UK distances itself from Biden saying Putin
‘cannot remain in power’
Nadhim Zahawi said it was for the Russian people to
decide Vladimir Putin’s future
Jessica Elgot
@jessicaelgot
Sun 27 Mar 2022
11.48 BST
https://www.theguardian.com/politics/2022/mar/27/nadhim-zahawi-biden-russia-putin
A UK
cabinet minister distanced the government from Joe Biden’s call that Russia’s
Vladimir Putin “cannot remain in power” amid criticism that the comment could
bolster the Kremlin.
Though no
government figure has been overtly critical of the comments – unlike the French
president, Emmanuel Macron – Nadhim Zahawi, the education secretary, said it
was “for the Russian people to decide how they are governed” after the
unscripted remark from Biden at a speech in Poland on Saturday, which the White
House later said was not a call for regime change.
“I think
that’s up to the Russian people,” Zahawi told Sky’s Sophy Ridge on Sunday. “The
Russian people, I think, are pretty fed up with what is happening in Ukraine,
this illegal invasion, the destruction of their own livelihoods, their economy
is collapsing around them and I think the Russian people will decide the fate
of Putin and his cronies.”
Boris
Johnson and the foreign secretary, Liz Truss, have promised further measures
this week to ease the humanitarian crisis caused by Russia’s invasion and to
continue the economic squeeze on Moscow.
On Monday,
the chancellor of the duchy of Lancaster, Steve Barclay, is to write to public
sector bodies and local authorities to ask them to review any commercial connections
with Russian interests, the Guardian understands.
Royal Navy
ships have also delivered military supplies to Nato to bolster security in the
Baltic Sea, including bringing military vehicles and equipment to resupply the
UK-led Nato battlegroup in Estonia.
Biden’s
comments at a speech in Warsaw came as Russia fired missiles aimed at the
western Ukrainian city of Lviv, 40 miles from the Polish border.
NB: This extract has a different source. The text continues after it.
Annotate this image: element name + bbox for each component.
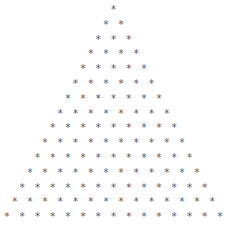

The city is
the most pro-western in the country and the base of many western journalists,
with strikes intended to send a clear signal to the White House.
In what
seemed to be a dramatic shift in US policy, Biden also appeared to urge those
around the Russian president to oust him from the Kremlin. “For God’s sake,
this man cannot remain in power,” Biden said. US officials later said that the
president had been talking about the need for Putin to lose power over
Ukrainian territory and in the wider region.
Zahawi
stopped short of saying Biden had been wrong to make the call. He said: “It’s
an illegal invasion of Ukraine and that must end, and I think that’s what the
president was talking about.”
Some have
voiced fears that the speech would bolster Putin domestically. Tobias Ellwood,
the chair of the Commons defence select committee, said it had been “unwise” to
make the remark, saying Putin would “spin this, dig in and fight harder”.
The former
Labour foreign secretary Margaret Beckett said she could understand what
prompted the call. “I’m sure that his staff and the people around him are right
to say America’s not calling for regime change, but equally I think many people
will sympathise with the sentiments that led him to say what he did.”